Beginning in Florence, the style spread to Rome and Venice and made the combination of dome, drum, and barrel vaults standard structural forms.
After years of considering options, Filippo Brunelleschi and Lorenzo Ghiberti were made joint leaders of the project to build the dome for Florence Cathedral in 1420.
Brunelleschi's plan to use suspended scaffolding for the workers won out over alternatives such as building a provisional stone support column in the center of the crossing or filling the space with earth.
[6] The combination of dome, drum, pendentives, and barrel vaults developed as the characteristic structural forms of large Renaissance churches following a period of innovation in the later fifteenth century.
[9] From the late 15th century, semicircular arches became preferred in Milan, but round domes were less successful due to structural difficulties compared to those with pointed profiles.
Cities within Florence's zone of influence, such as Genoa, Milan, and Turin, mainly produced examples later, from the sixteenth century on.
[13] Another early example is Giuliano da Sangallo's 1485 design of a dome on the church of Santa Maria delle Carceri in Prato.
[15] De re aedificatoria, written by Leon Battista Alberti and dedicated to Pope Nicholas V around 1452, recommends vaults with coffering for churches, as in the Pantheon, and the first design for a dome at St. Peter's Basilica in Rome is usually attributed to him, although the recorded architect is Bernardo Rossellino.
There is evident Byzantine influence in the line of three domes over the nave and crossing of the church of San Salvador, built between 1506 and 1534 by Giorgio Pietro Spavento and Tullio Lombardo.
[17] The Tempietto, a small domed building modelled on the Temple of Vesta, was built in 1502 by Bramante in the cloister of San Pietro in Montorio to commemorate the site of St. Peter's martyrdom.
It has inspired numerous copies and adaptations since, including Radcliffe Camera, the mausoleum at Castle Howard, and the domes of St. Peter's Basilica, St Paul's Cathedral, the Panthéon, and the U.S.
[7] Proposed inspirations for Bramante's plan have ranged from some sketches of Leonardo da Vinci to the Byzantine quincunx church and the dome of Milan's Basilica of San Lorenzo.
[23] The design had been altered by Giuliano da Sangallo from being hemispherical to being 9 meters taller, segmental, and ribbed, and he had strengthened the piers and completed building the pendentives.
[25] Michelangelo obtained a decree from Pope Julius III that threatened an interdiction against anyone who altered his design, completed construction of the base for the drum by May 1558, and spent November 1558 to December 1561 creating a detailed wooden model.
[29] Such domes allowed for a synthesis of the two fundamental church types, longitudinal and central plan, and would become characteristic of Baroque architecture and the Counter-Reformation.
Palladio's two domed churches in Venice are Il Redentore (1577–92) and San Giorgio Maggiore (1565–1610), the former built in thanksgiving for the end of a bad outbreak of plague in the city.
[32] Pope Sixtus V appointed Giacomo della Porta and Domenico Fontana in 1588 to begin construction of the dome of St. Peter's Basilica to Michelangelo's model.
[33] Giacomo della Porta insisted on a vertically elliptical profile for the dome of St. Peter's Basilica, for structural reasons, and construction began in June 1588.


| Your task |
Without including any images, repeat the data exactly.

──────

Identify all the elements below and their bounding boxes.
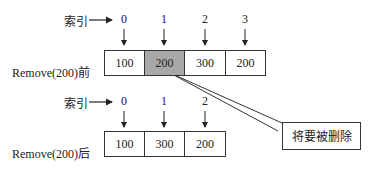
before-cell-0: 100	[104, 50, 145, 76]
after-row-label: Remove(200)后	[12, 144, 90, 162]
after-index-1: 1	[154, 94, 174, 109]
before-cell-3: 200	[225, 50, 266, 76]
after-index-0: 0	[114, 94, 134, 109]
callout-box: 将要被删除	[282, 122, 361, 150]
before-cell-1-highlighted: 200	[144, 50, 185, 76]
after-index-2: 2	[195, 94, 215, 109]
callout-text: 将要被删除	[292, 127, 352, 145]
after-index-label: 索引	[64, 94, 88, 112]
before-index-label: 索引	[64, 12, 88, 30]
after-cell-0: 100	[104, 131, 145, 157]
after-cell-1: 300	[144, 131, 185, 157]
before-index-3: 3	[235, 12, 255, 27]
before-index-2: 2	[195, 12, 215, 27]
before-row-label: Remove(200)前	[12, 63, 90, 81]
after-cell-2: 200	[184, 131, 226, 157]
before-index-0: 0	[114, 12, 134, 27]
before-index-1: 1	[154, 12, 174, 27]
before-cell-2: 300	[184, 50, 226, 76]
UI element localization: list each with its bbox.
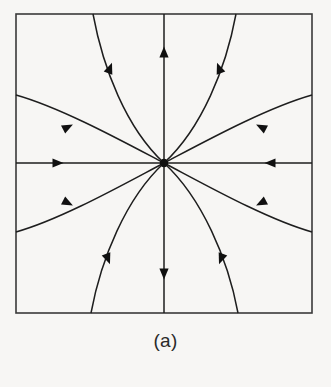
figure-container: (a) (0, 0, 331, 387)
figure-caption: (a) (0, 329, 331, 353)
fixed-point-marker (160, 159, 168, 167)
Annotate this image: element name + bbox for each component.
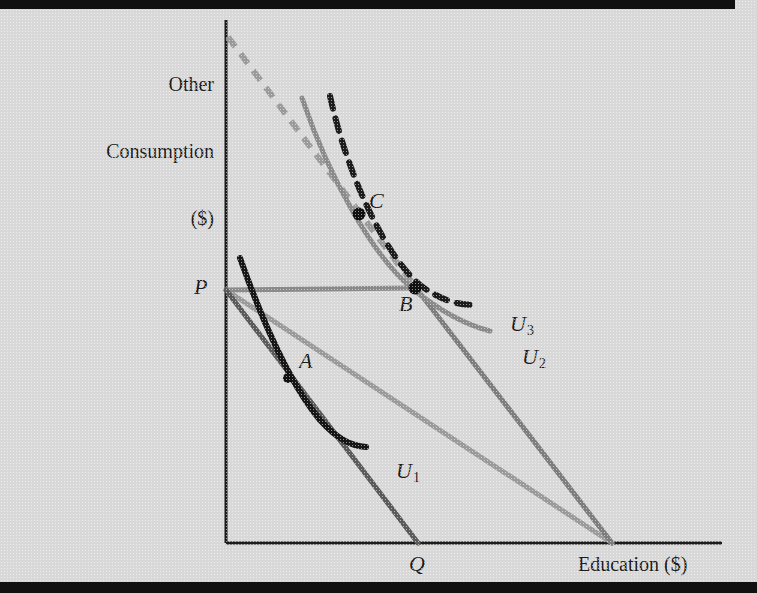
point-label-P: P [194,275,207,300]
point-dot-C [353,208,366,221]
point-label-Q: Q [409,552,425,577]
curve-label-U3-base: U [510,311,526,336]
y-axis-label: Other Consumption ($) [36,28,214,274]
page-bottom-black-bar [0,582,757,593]
point-label-A: A [299,349,312,374]
page-top-black-bar [0,0,735,9]
curve-label-U3: U3 [488,287,533,361]
curve-label-U1: U1 [374,434,419,508]
point-label-C: C [369,189,384,214]
y-axis-label-line-2: Consumption [36,140,214,162]
y-axis-label-line-3: ($) [36,207,214,229]
point-label-B: B [399,292,412,317]
curve-label-U3-sub: 3 [527,323,534,338]
curve-label-U1-sub: 1 [413,470,420,485]
x-axis-label: Education ($) [578,553,687,575]
curve-label-U1-base: U [396,458,412,483]
point-dot-A [283,373,293,383]
indifference-curve-U2 [302,98,490,331]
indifference-curves-group [240,96,490,447]
subsidized-budget-line [226,290,612,543]
y-axis-label-line-1: Other [36,73,214,95]
figure-canvas: Other Consumption ($) Education ($) P A … [0,0,757,593]
curve-label-U2-sub: 2 [539,356,546,371]
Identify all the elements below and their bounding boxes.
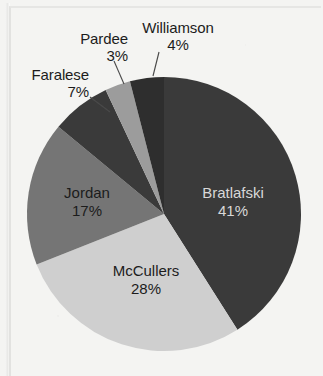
slice-label-pardee-name: Pardee xyxy=(80,30,128,47)
slice-label-bratlafski-percent: 41% xyxy=(218,202,248,219)
slice-label-jordan: Jordan 17% xyxy=(45,184,129,220)
slice-label-faralese-percent: 7% xyxy=(11,83,89,100)
slice-label-jordan-percent: 17% xyxy=(72,202,102,219)
slice-label-faralese: Faralese 7% xyxy=(11,66,89,100)
leader-line-williamson xyxy=(153,52,159,76)
slice-label-bratlafski: Bratlafski 41% xyxy=(186,184,280,220)
slice-label-williamson-name: Williamson xyxy=(142,19,214,36)
slice-label-mccullers-percent: 28% xyxy=(131,280,161,297)
slice-label-williamson-percent: 4% xyxy=(134,36,222,53)
slice-label-pardee-percent: 3% xyxy=(70,47,128,64)
slice-label-mccullers-name: McCullers xyxy=(113,262,180,279)
slice-label-faralese-name: Faralese xyxy=(31,66,89,83)
slice-label-jordan-name: Jordan xyxy=(64,184,110,201)
slice-label-pardee: Pardee 3% xyxy=(70,30,128,64)
leader-line-pardee xyxy=(114,61,124,84)
slice-label-bratlafski-name: Bratlafski xyxy=(202,184,264,201)
slice-label-williamson: Williamson 4% xyxy=(134,19,222,53)
pie-chart-figure: Faralese 7% Pardee 3% Williamson 4% Brat… xyxy=(0,0,323,376)
slice-label-mccullers: McCullers 28% xyxy=(91,262,201,298)
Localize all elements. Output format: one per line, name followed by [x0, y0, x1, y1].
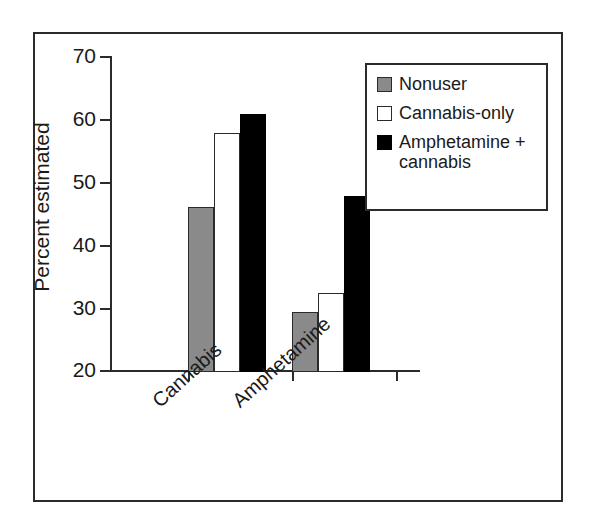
y-tick-label-50: 50 [50, 171, 96, 192]
y-tick-30 [100, 308, 110, 310]
y-tick-40 [100, 245, 110, 247]
y-axis-title: Percent estimated [30, 97, 54, 317]
y-tick-label-20: 20 [50, 359, 96, 380]
y-axis-line [110, 56, 112, 372]
chart-legend: Nonuser Cannabis-only Amphetamine + cann… [365, 63, 548, 211]
legend-label-nonuser: Nonuser [399, 74, 467, 94]
y-tick-label-70: 70 [50, 45, 96, 66]
y-tick-70 [100, 56, 110, 58]
bar-cannabis-amphetamine-cannabis [240, 114, 266, 372]
y-tick-60 [100, 119, 110, 121]
legend-label-cannabis-only: Cannabis-only [399, 103, 514, 123]
y-tick-label-40: 40 [50, 234, 96, 255]
y-tick-label-60: 60 [50, 108, 96, 129]
y-tick-label-30: 30 [50, 297, 96, 318]
y-tick-50 [100, 182, 110, 184]
legend-swatch-amphetamine-cannabis-icon [377, 135, 392, 150]
bar-cannabis-cannabis-only [214, 133, 240, 372]
legend-label-amphetamine-cannabis: Amphetamine + cannabis [399, 132, 538, 172]
legend-swatch-cannabis-only-icon [377, 106, 392, 121]
bar-chart: 70 60 50 40 30 20 Percent estimated Cann… [0, 0, 596, 531]
legend-swatch-nonuser-icon [377, 77, 392, 92]
y-tick-20 [100, 370, 110, 372]
bar-amphetamine-amphetamine-cannabis [344, 196, 370, 372]
x-tick-right-end [396, 370, 398, 381]
legend-item-nonuser: Nonuser [377, 74, 538, 94]
legend-item-cannabis-only: Cannabis-only [377, 103, 538, 123]
legend-item-amphetamine-cannabis: Amphetamine + cannabis [377, 132, 538, 172]
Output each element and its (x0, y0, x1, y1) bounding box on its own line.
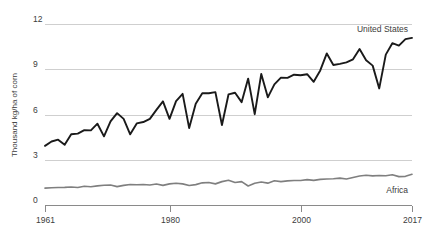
y-tick-label: 0 (33, 195, 38, 205)
y-axis-title: Thousand kg/ha of corn (10, 73, 19, 157)
y-axis-tick-labels: 129630 (33, 14, 43, 205)
y-tick-label: 9 (33, 59, 38, 69)
series-label-united-states: United States (357, 24, 408, 34)
x-tick-label: 2000 (292, 215, 311, 225)
series-label-africa: Africa (386, 185, 408, 195)
x-axis-ticks: 1961198020002017 (36, 206, 422, 226)
y-tick-label: 3 (33, 150, 38, 160)
x-tick-label: 1980 (161, 215, 180, 225)
y-tick-label: 12 (33, 14, 43, 24)
corn-yield-line-chart: 129630 Thousand kg/ha of corn 1961198020… (0, 0, 435, 241)
x-tick-label: 1961 (36, 215, 55, 225)
series-line-united-states (45, 38, 412, 146)
chart-container: 129630 Thousand kg/ha of corn 1961198020… (0, 0, 435, 241)
y-tick-label: 6 (33, 105, 38, 115)
x-tick-label: 2017 (403, 215, 422, 225)
series-line-africa (45, 174, 412, 188)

──────

| Task answer |
Identify all the elements below and their bounding boxes.
before-cell-0: 100	[104, 50, 145, 76]
after-row-label: Remove(200)后	[12, 144, 90, 162]
after-index-1: 1	[154, 94, 174, 109]
before-cell-3: 200	[225, 50, 266, 76]
after-index-0: 0	[114, 94, 134, 109]
callout-box: 将要被删除	[282, 122, 361, 150]
before-cell-1-highlighted: 200	[144, 50, 185, 76]
after-index-2: 2	[195, 94, 215, 109]
callout-text: 将要被删除	[292, 127, 352, 145]
after-index-label: 索引	[64, 94, 88, 112]
before-index-label: 索引	[64, 12, 88, 30]
after-cell-0: 100	[104, 131, 145, 157]
after-cell-1: 300	[144, 131, 185, 157]
before-index-3: 3	[235, 12, 255, 27]
before-index-2: 2	[195, 12, 215, 27]
before-row-label: Remove(200)前	[12, 63, 90, 81]
after-cell-2: 200	[184, 131, 226, 157]
before-index-0: 0	[114, 12, 134, 27]
before-index-1: 1	[154, 12, 174, 27]
before-cell-2: 300	[184, 50, 226, 76]
UI element localization: list each with its bbox.
figure-container: (a) (0, 0, 331, 387)
figure-caption: (a) (0, 329, 331, 353)
fixed-point-marker (160, 159, 168, 167)
Annotate this image: element name + bbox for each component.
point-label-P: P [194,275,207,300]
point-dot-C [353,208,366,221]
point-label-Q: Q [409,552,425,577]
curve-label-U3-base: U [510,311,526,336]
y-axis-label: Other Consumption ($) [36,28,214,274]
page-bottom-black-bar [0,582,757,593]
point-label-A: A [299,349,312,374]
page-top-black-bar [0,0,735,9]
curve-label-U3: U3 [488,287,533,361]
curve-label-U1: U1 [374,434,419,508]
point-label-C: C [369,189,384,214]
y-axis-label-line-2: Consumption [36,140,214,162]
y-axis-label-line-3: ($) [36,207,214,229]
point-label-B: B [399,292,412,317]
curve-label-U3-sub: 3 [527,323,534,338]
curve-label-U1-sub: 1 [413,470,420,485]
x-axis-label: Education ($) [578,553,687,575]
curve-label-U1-base: U [396,458,412,483]
point-dot-A [283,373,293,383]
indifference-curve-U2 [302,98,490,331]
indifference-curves-group [240,96,490,447]
subsidized-budget-line [226,290,612,543]
y-axis-label-line-1: Other [36,73,214,95]
figure-canvas: Other Consumption ($) Education ($) P A … [0,0,757,593]
curve-label-U2-sub: 2 [539,356,546,371]
Identify all the elements below and their bounding boxes.
slice-label-pardee-name: Pardee xyxy=(80,30,128,47)
slice-label-bratlafski-percent: 41% xyxy=(218,202,248,219)
slice-label-jordan: Jordan 17% xyxy=(45,184,129,220)
slice-label-faralese-percent: 7% xyxy=(11,83,89,100)
slice-label-jordan-percent: 17% xyxy=(72,202,102,219)
slice-label-faralese: Faralese 7% xyxy=(11,66,89,100)
leader-line-williamson xyxy=(153,52,159,76)
slice-label-bratlafski: Bratlafski 41% xyxy=(186,184,280,220)
slice-label-williamson-name: Williamson xyxy=(142,19,214,36)
slice-label-mccullers-percent: 28% xyxy=(131,280,161,297)
slice-label-williamson-percent: 4% xyxy=(134,36,222,53)
slice-label-pardee-percent: 3% xyxy=(70,47,128,64)
slice-label-mccullers-name: McCullers xyxy=(113,262,180,279)
slice-label-faralese-name: Faralese xyxy=(31,66,89,83)
slice-label-jordan-name: Jordan xyxy=(64,184,110,201)
slice-label-pardee: Pardee 3% xyxy=(70,30,128,64)
leader-line-pardee xyxy=(114,61,124,84)
slice-label-bratlafski-name: Bratlafski xyxy=(202,184,264,201)
slice-label-williamson: Williamson 4% xyxy=(134,19,222,53)
pie-chart-figure: Faralese 7% Pardee 3% Williamson 4% Brat… xyxy=(0,0,323,376)
slice-label-mccullers: McCullers 28% xyxy=(91,262,201,298)
Localize all elements. Output format: one per line, name followed by [x0, y0, x1, y1].
y-tick-label-50: 50 [50, 171, 96, 192]
y-tick-30 [100, 308, 110, 310]
y-tick-40 [100, 245, 110, 247]
y-axis-title: Percent estimated [30, 97, 54, 317]
y-tick-label-20: 20 [50, 359, 96, 380]
y-axis-line [110, 56, 112, 372]
chart-legend: Nonuser Cannabis-only Amphetamine + cann… [365, 63, 548, 211]
legend-label-nonuser: Nonuser [399, 74, 467, 94]
y-tick-label-70: 70 [50, 45, 96, 66]
y-tick-70 [100, 56, 110, 58]
bar-cannabis-amphetamine-cannabis [240, 114, 266, 372]
y-tick-60 [100, 119, 110, 121]
legend-label-cannabis-only: Cannabis-only [399, 103, 514, 123]
y-tick-label-40: 40 [50, 234, 96, 255]
y-tick-label-60: 60 [50, 108, 96, 129]
y-tick-label-30: 30 [50, 297, 96, 318]
y-tick-50 [100, 182, 110, 184]
legend-swatch-amphetamine-cannabis-icon [377, 135, 392, 150]
bar-cannabis-cannabis-only [214, 133, 240, 372]
legend-label-amphetamine-cannabis: Amphetamine + cannabis [399, 132, 538, 172]
legend-swatch-cannabis-only-icon [377, 106, 392, 121]
bar-chart: 70 60 50 40 30 20 Percent estimated Cann… [0, 0, 596, 531]
legend-swatch-nonuser-icon [377, 77, 392, 92]
y-tick-20 [100, 370, 110, 372]
bar-amphetamine-amphetamine-cannabis [344, 196, 370, 372]
x-tick-right-end [396, 370, 398, 381]
legend-item-nonuser: Nonuser [377, 74, 538, 94]
legend-item-cannabis-only: Cannabis-only [377, 103, 538, 123]
legend-item-amphetamine-cannabis: Amphetamine + cannabis [377, 132, 538, 172]
Output each element and its (x0, y0, x1, y1) bounding box on its own line.
y-tick-label: 0 (33, 195, 38, 205)
y-axis-title: Thousand kg/ha of corn (10, 73, 19, 157)
y-axis-tick-labels: 129630 (33, 14, 43, 205)
y-tick-label: 9 (33, 59, 38, 69)
series-label-united-states: United States (357, 24, 408, 34)
x-tick-label: 2000 (292, 215, 311, 225)
series-label-africa: Africa (386, 185, 408, 195)
x-axis-ticks: 1961198020002017 (36, 206, 422, 226)
y-tick-label: 3 (33, 150, 38, 160)
x-tick-label: 1980 (161, 215, 180, 225)
y-tick-label: 12 (33, 14, 43, 24)
corn-yield-line-chart: 129630 Thousand kg/ha of corn 1961198020… (0, 0, 435, 241)
x-tick-label: 1961 (36, 215, 55, 225)
series-line-united-states (45, 38, 412, 146)
chart-container: 129630 Thousand kg/ha of corn 1961198020… (0, 0, 435, 241)
y-tick-label: 6 (33, 105, 38, 115)
x-tick-label: 2017 (403, 215, 422, 225)
series-line-africa (45, 174, 412, 188)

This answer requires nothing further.